In the future, Brosnan jokes: "I want to do more musicals, and more cross-dressing roles. I really would like to explore that. And possibly in Vegas."
Seriously speaking, he doesn't know where his career is going and never really has. He just has a sensation of where he'd like it to go -- drama, comedy, horror, science fiction, musical. "I'd like to do it all."
He's gratified by the credit he receives for resuscitating the Bond franchise, adding: "You revel in it for a second or two, and then move on. Always move on."
But the true satisfaction of acting is "the day-to-day of doing it. ... Come home from work and say: 'Nailed that scene.' ... Because (when) the movie comes out, you have no control over it. If it's great, it's great! And if it's crap, it's painful -- beyond words. You just live with it."
Currently, he's filming a Western, "Seraphim Falls," co-starring Liam Neeson and Anjelica Huston. It's set after the Civil War, which explains the Vandyke on his face these days. He's also planning a follow-up to 1999's "The Thomas Crown Affair."
Born in Ireland, Brosnan was raised by relatives after his father left while he was still an infant. Reunited in England with his mother by 11, he quit school by 16.
He eventually found sanctuary with people he could identify with ("crazy, mangled, artistic, funny") especially after coming from an "Irish, cloistered, Catholic, repressed" background of the '50s and '60s. A community of actors served as his university while he voraciously read Sartre and Dostoyevksy.
"And I realized I wasn't alone," he says, laughing heartily for the only time during the interview. "I realized it was good to be mad; it was good to feel conflicting emotions."
'I felt reborn'
Even though he had gotten roles in West End productions by Franco Zeffirelli and Tennessee Williams, he felt typecast and longed for America and the movies.
"Thank God for my late, dear wife, who was the one who said, 'This is what we should do. We should go to America,' " Brosnan says, referring to Cassandra Harris -- a Bond girl (in 1981's "For Your Eyes Only") who died of ovarian cancer in 1991.
In the early '80s, they took out a loan and booked a cheap flight.
"I just felt lucky. I got to America and I felt reborn -- brand-new. I thought anything is possible."
And in 2004, he became a U.S. citizen -- after being disturbed by the disputed presidential election of 2000.
"I went to the polling booths four years prior with my wife (Keely Shaye Smith), who's American, and by the time we got back on our bikes the world had changed. We'd been scammed, shimmied. Right before our eyes. In the most arrogant way.
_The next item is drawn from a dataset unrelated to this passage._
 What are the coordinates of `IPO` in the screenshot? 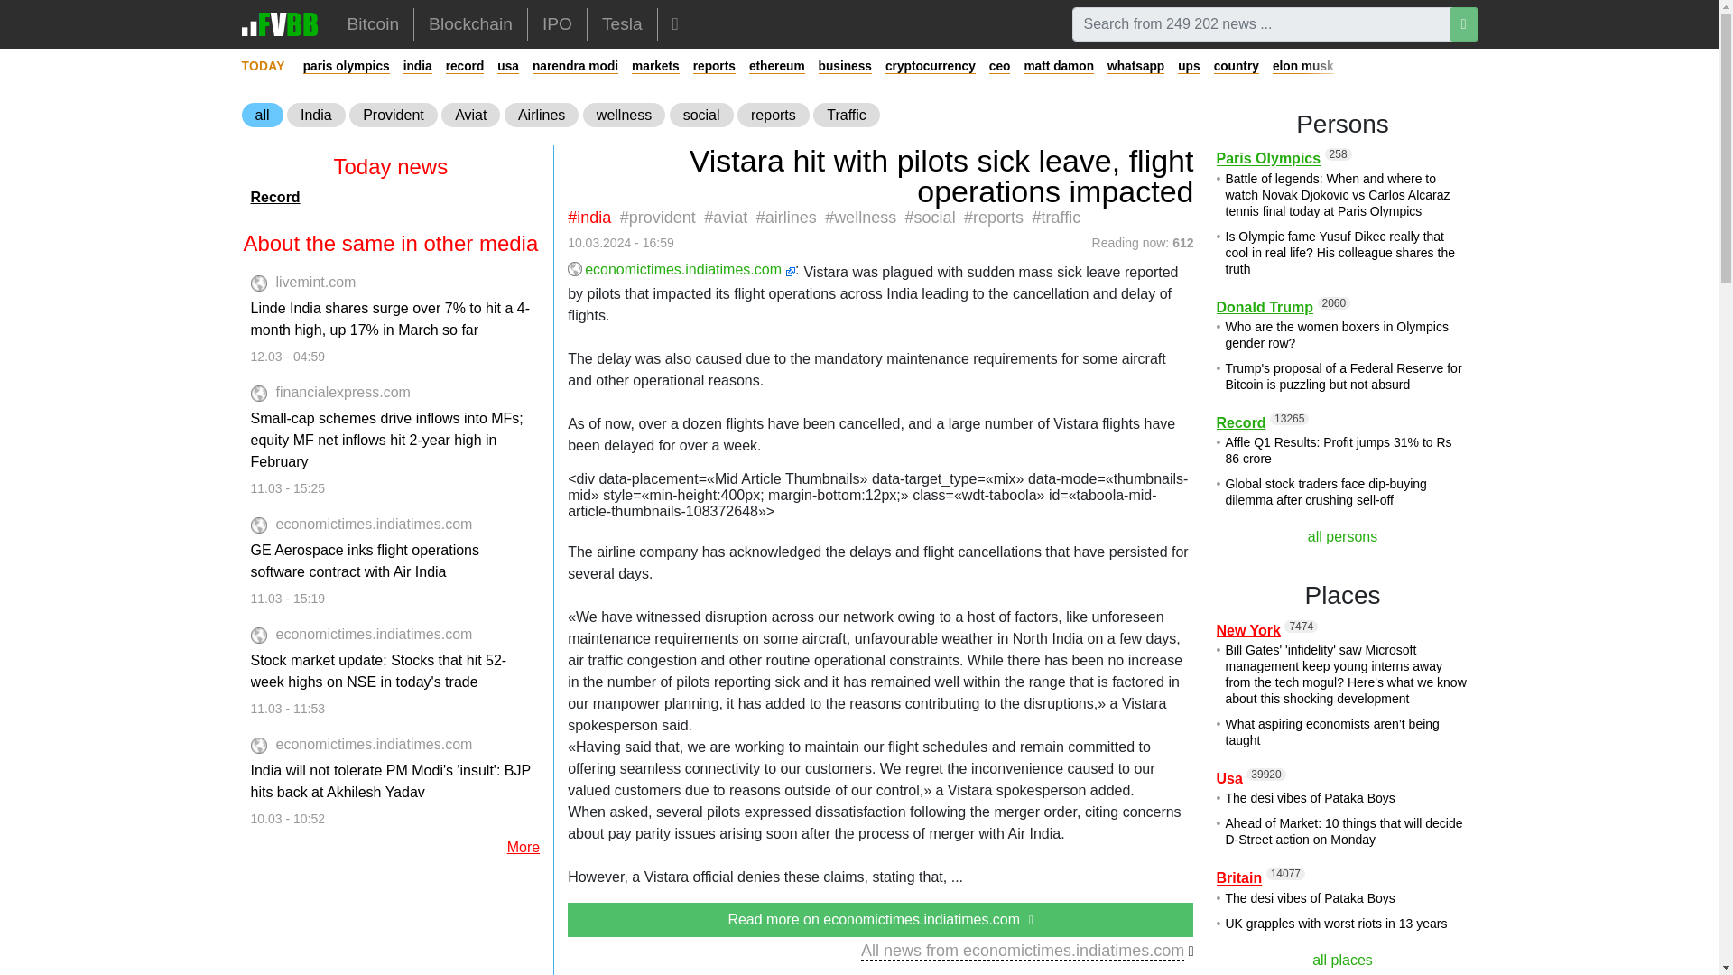 It's located at (558, 23).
"I thought Reagan was a joke. When I was in England, I thought, 'No, they're not going to elect an actor. This can't happen. This is outrageous.' "
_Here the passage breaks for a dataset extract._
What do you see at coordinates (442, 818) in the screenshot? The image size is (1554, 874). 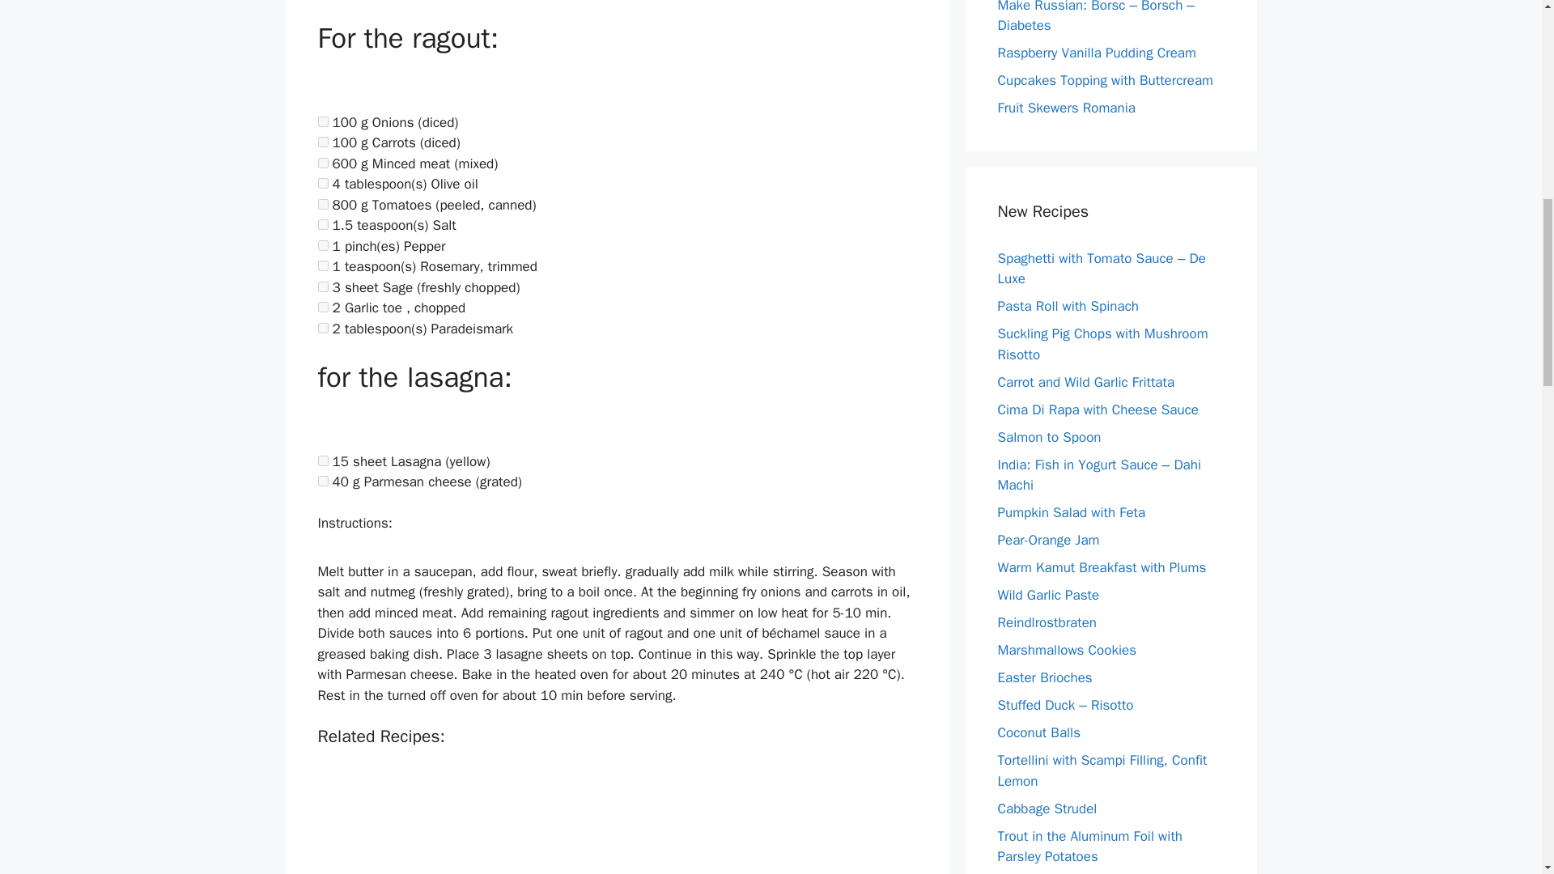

Now, he says: "Give me Reagan. Give me anyone but Bush."
While maintaining he's not a political animal, he says he wanted to have a voice and ensure a better life for his children (five, all told: two young sons with his second wife, and one with his first, whose two children he adopted).
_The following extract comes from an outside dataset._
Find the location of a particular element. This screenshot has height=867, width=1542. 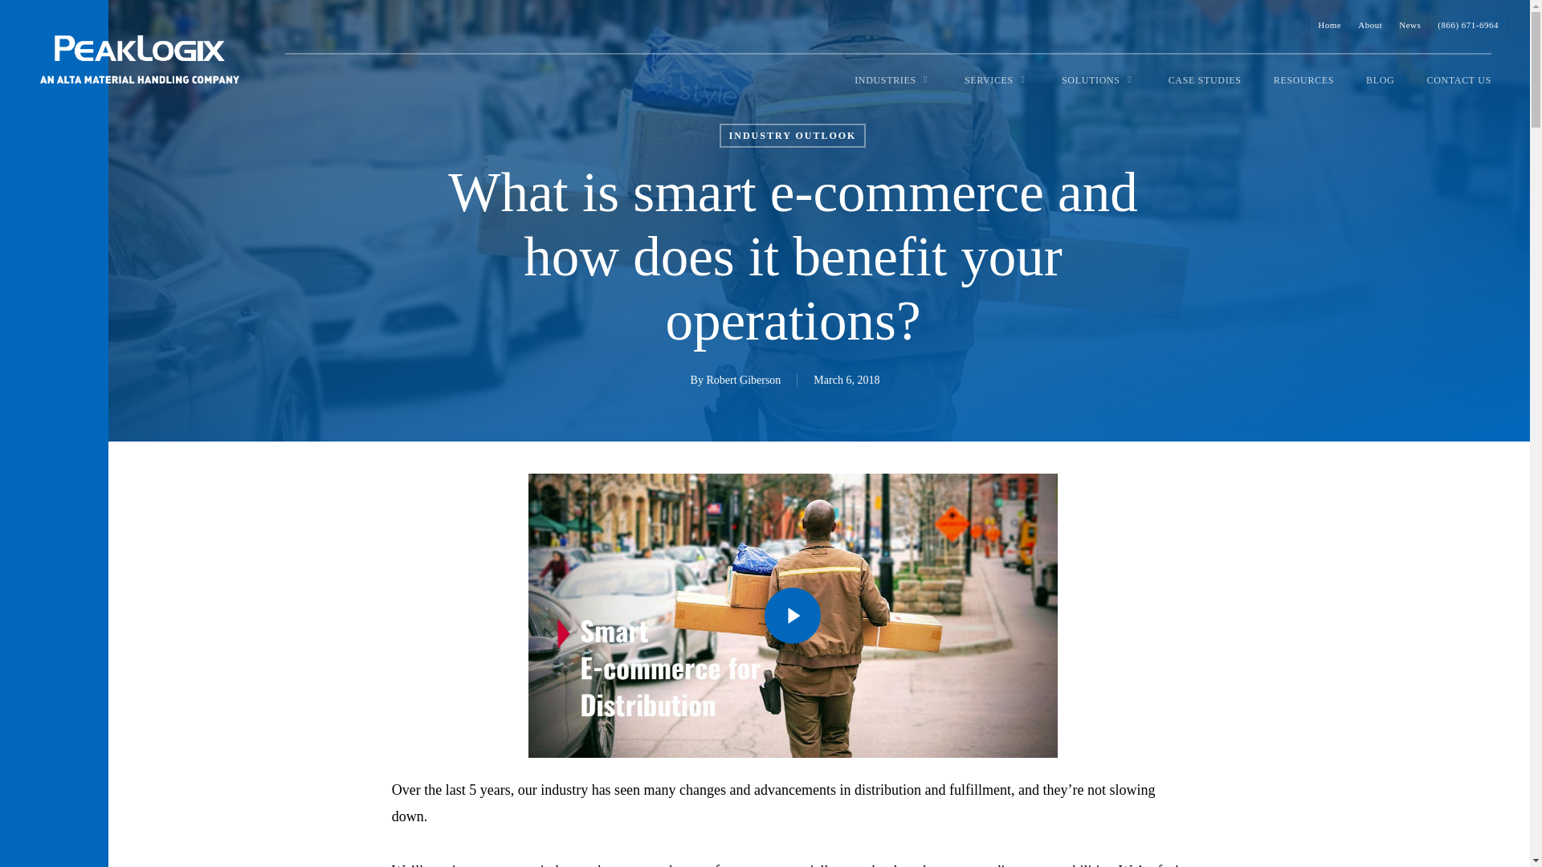

INDUSTRIES is located at coordinates (893, 79).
In between -- and even during -- acting jobs, Brosnan likes to paint, a talent that dates back to his first job at a commercial art studio, where he recalls his main responsibilities were watering the spider plants and making tea for senior staffers. (Examples of his work, including a self-portrait of his character in "The Matador," are on his Web site.)
Though mainly self-taught, he now has a teacher and likes to paint in his Hawaiian getaway. "A bottle of wine, a good cigar, a couple of beers, whatever ..." And he's ready to put brush to canvas.
It might be a creative outlet later in life, he says, when he doesn't want to or have to work -- "or nobody will employ me."